CC1100/CC2500 Known Issues

From TinyOS Wiki
Revision as of 09:56, 15 February 2008 by Dmoss (talk | contribs) (Dual-Radio Platforms)
Jump to: navigation, search

Compile Order

You need to reference the CC1100.h / CC2500.h / CC1100ControlC / CC2500ControlC files before adding BlazeC to the compile mix. The CC*00.h files define the size of arrays within the Blaze radio stack. Not having those definitions setup before compiling in BlazeC causes lots of problems, and you won't be able to turn on your radio.

Typically, ActiveMessageC should be responsible for pulling in files in the correct order.

Note that compiling in the CC1100ControlC or CC1100.h file is enough to give your platform CC1100 capabilities. Similarly, compiling in the CC2500ControlC or CC2500.h file will give your platform CC2500 capabilities. Your ActiveMessageC file just needs to reference one or both of those CC*00ControlC files to tell the radio stack which radio types it has attached.

Bad Crc?

Problem: I have a sender node running the RadioCountsToLEDs app and a receiver node running the BaseStation App. I also have it setup to toggle LED2 if a bad CRC is detected as I did yesterday. It flashes receive LED1 for sometime but after awhile the receiver node starts flashing the LED2 instead of the receive LED1. I can fix the problem by pressing the reset button on the sender node and it will go back into normal routine but start over from count 0 obviously.

Solution: For MSP430 platforms, enable DMA on the SPI bus talking to the radio. This is done by adding a command to your Makefile:

 CFLAGS+=-DENABLE_SPI0_DMA

If your SPI bus isn't fast enough, you'll be transmitting corrupted packets.


Dual-Radio Platforms

We haven't had any success getting a dual-radio platform to operate when both radios are turned on. It may be necessary to control the power to each radio on your platform with a FET switch. FET switches worked for our dual-radio platform.

Also, the radio stack will only handle one radio turned on at a time anyway. The SplitControlManager prevents you from turning on two radios at once. There is a lot of overhead, RAM- and ROM-wise, required to operate both radios simultaneously, so we explicitly don't support it.

If you're going to do a dual-radio platform, use FET switches to physically control the power and don't try to operate both radios simultaneously.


- [Work task] In your copy of the data, include no pictures and alter nothing else.

[Text-to-region grounding data]
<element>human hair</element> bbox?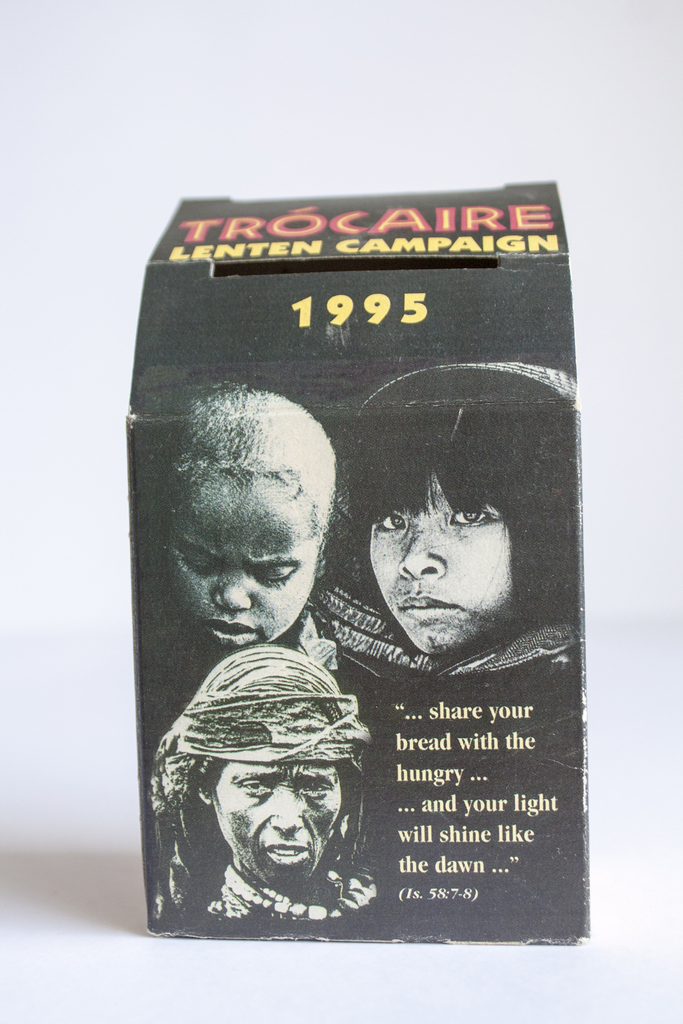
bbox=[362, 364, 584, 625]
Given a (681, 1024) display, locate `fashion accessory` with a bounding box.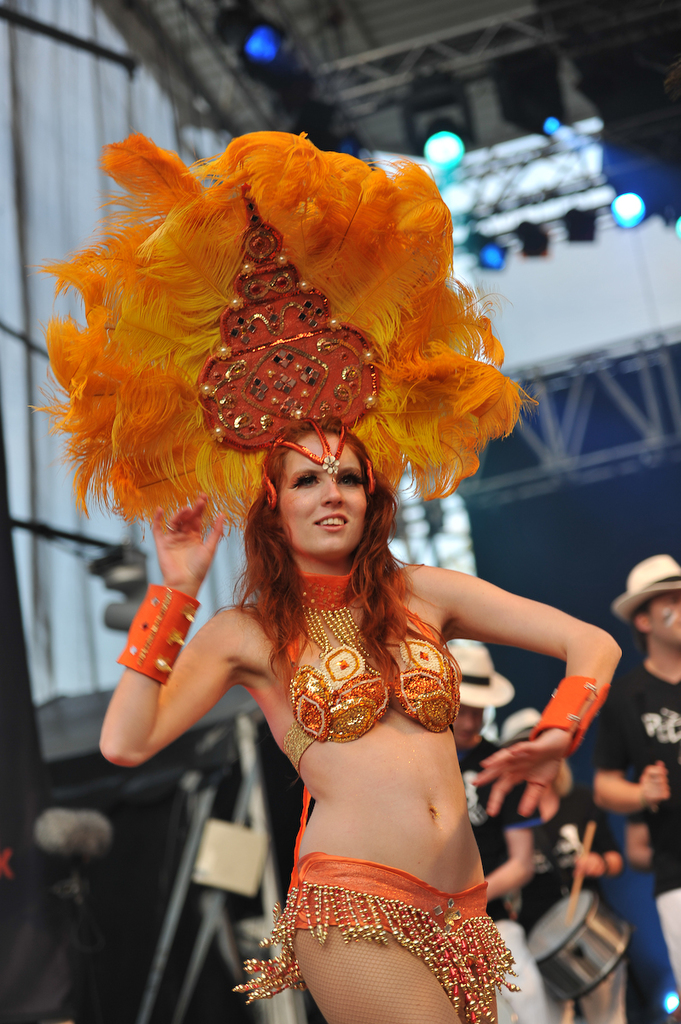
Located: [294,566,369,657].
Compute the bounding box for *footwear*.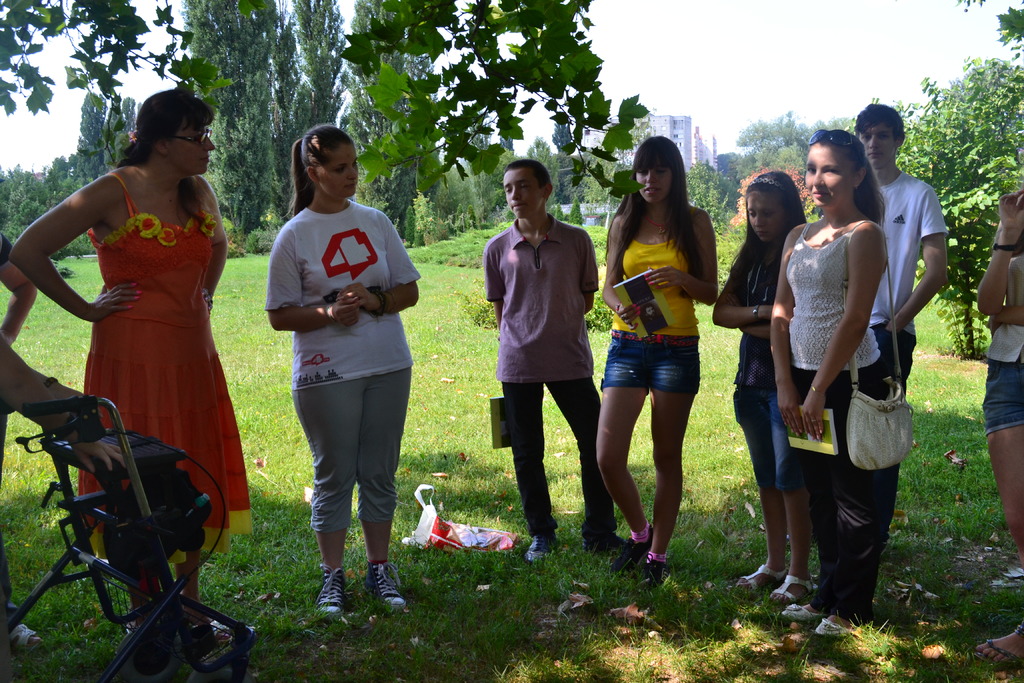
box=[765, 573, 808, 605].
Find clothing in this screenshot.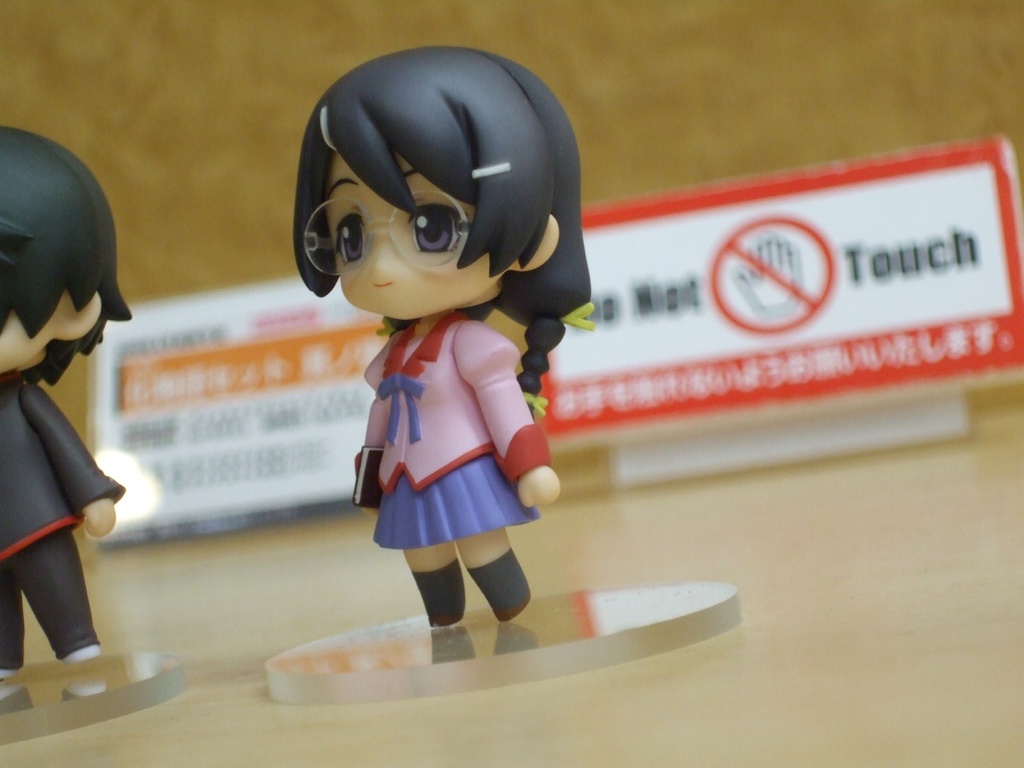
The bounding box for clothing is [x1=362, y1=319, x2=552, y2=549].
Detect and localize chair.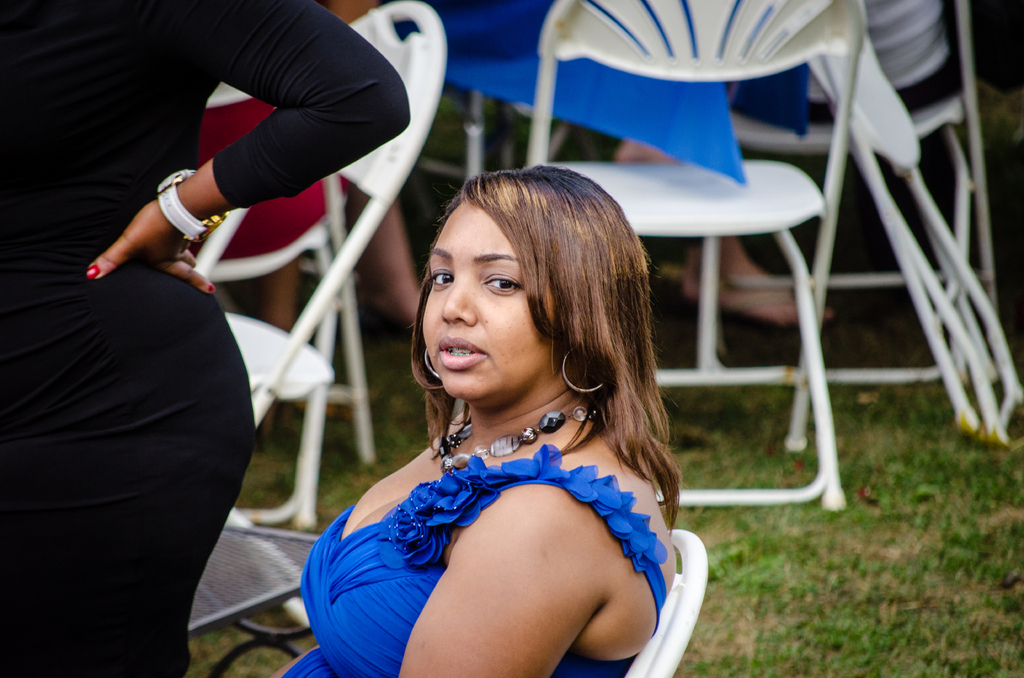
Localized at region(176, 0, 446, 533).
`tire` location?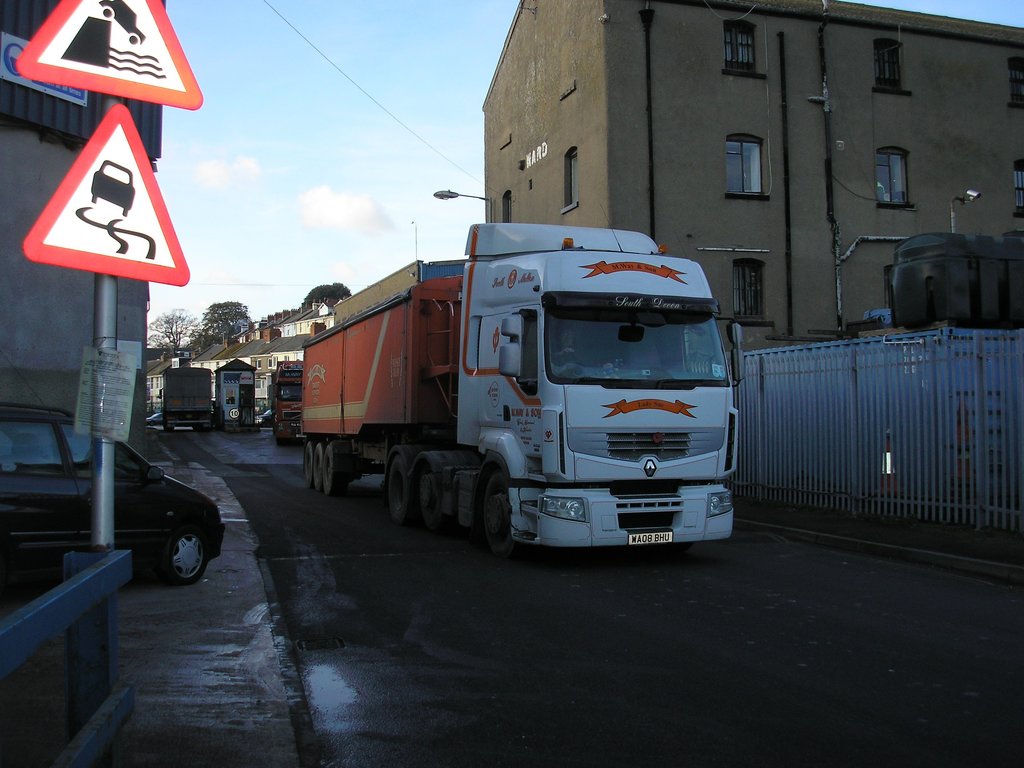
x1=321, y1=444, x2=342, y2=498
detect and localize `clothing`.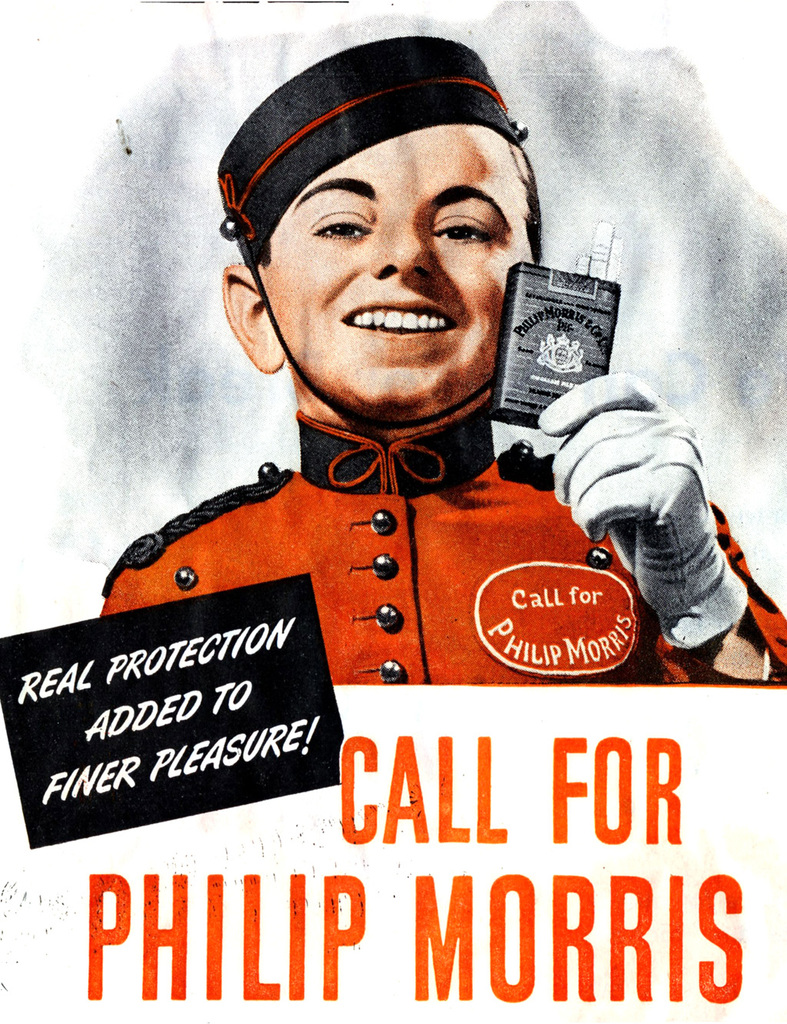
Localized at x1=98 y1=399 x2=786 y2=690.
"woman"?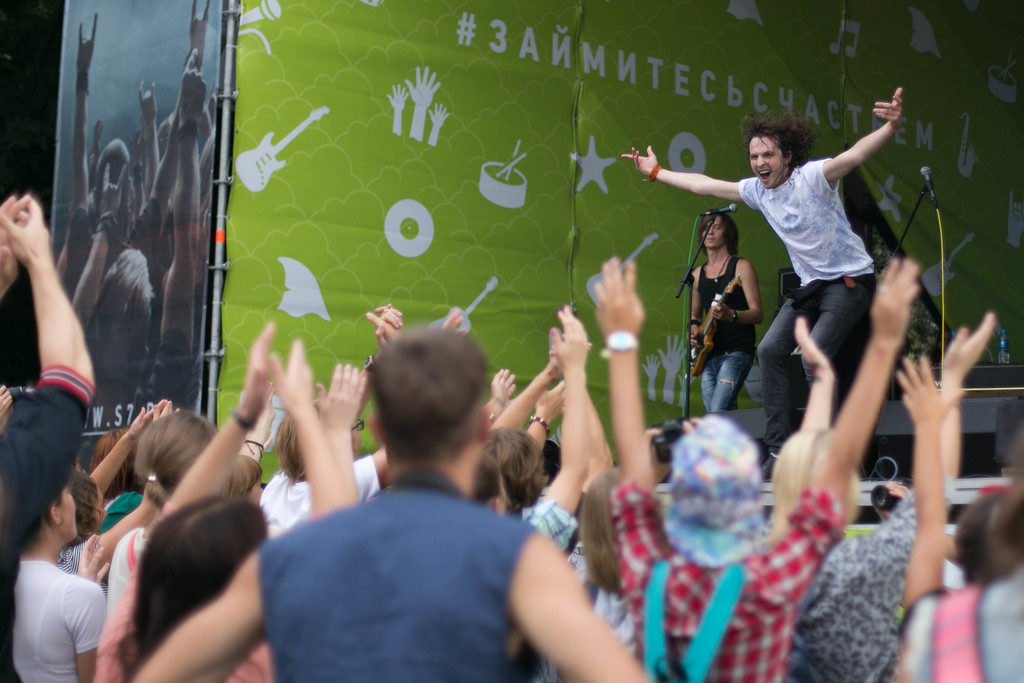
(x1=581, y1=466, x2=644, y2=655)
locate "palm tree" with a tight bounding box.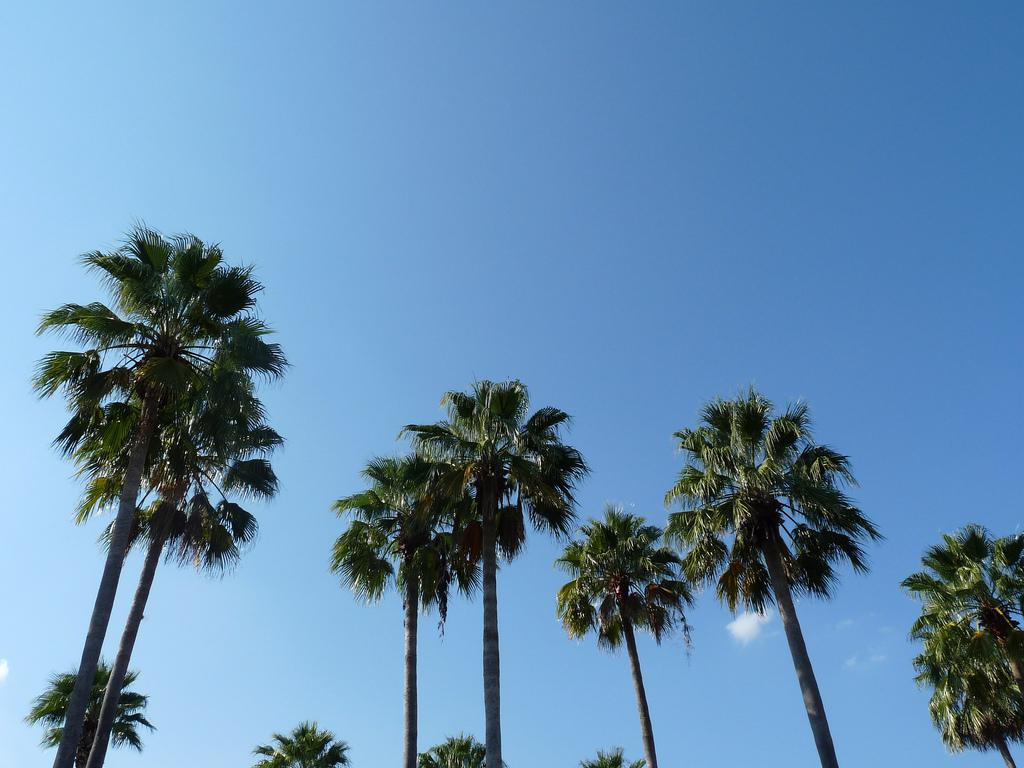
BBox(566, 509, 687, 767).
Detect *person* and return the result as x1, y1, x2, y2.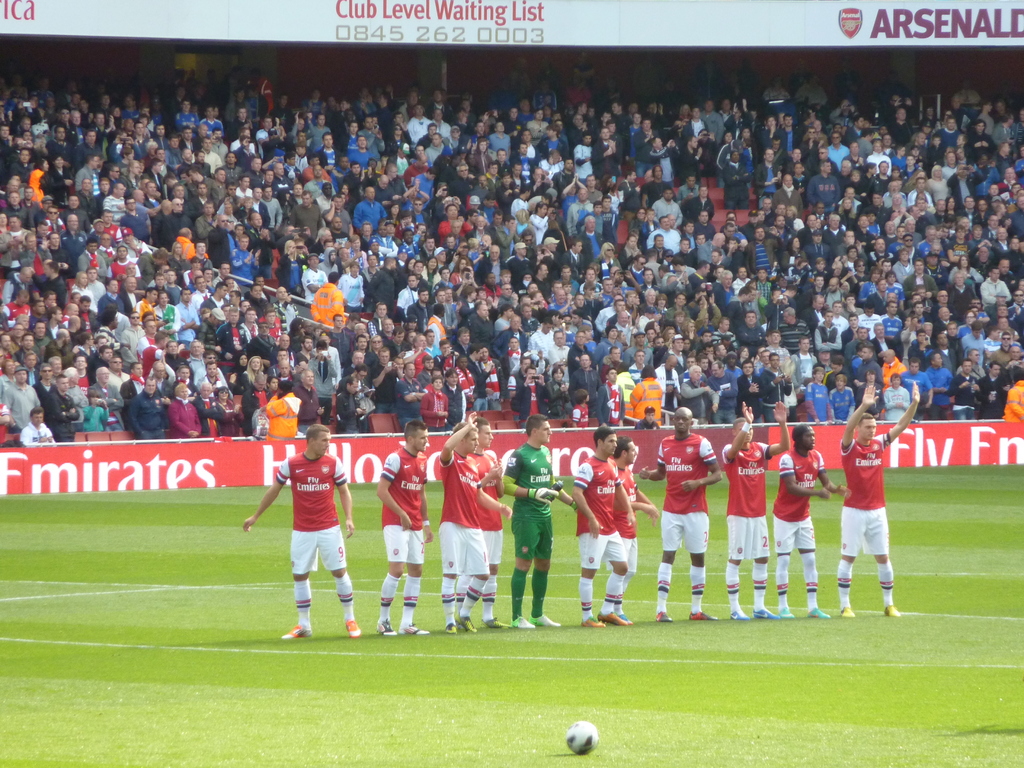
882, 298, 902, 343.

- [Answer space]
<element>human hair</element> bbox?
bbox=[362, 364, 584, 625]
Given a (681, 1024) display, locate `fashion accessory` with a bounding box.
Located: [294,566,369,657].
Compute the bounding box for *footwear*.
box=[765, 573, 808, 605].
Find clothing in this screenshot.
The bounding box for clothing is [x1=362, y1=319, x2=552, y2=549].
Detect and localize chair.
Localized at region(176, 0, 446, 533).
`tire` location?
x1=321, y1=444, x2=342, y2=498
detect and localize `clothing`.
Localized at x1=98 y1=399 x2=786 y2=690.
"woman"?
(x1=581, y1=466, x2=644, y2=655)
locate "palm tree" with a tight bounding box.
BBox(566, 509, 687, 767).
Detect *person* and return the result as x1, y1, x2, y2.
882, 298, 902, 343.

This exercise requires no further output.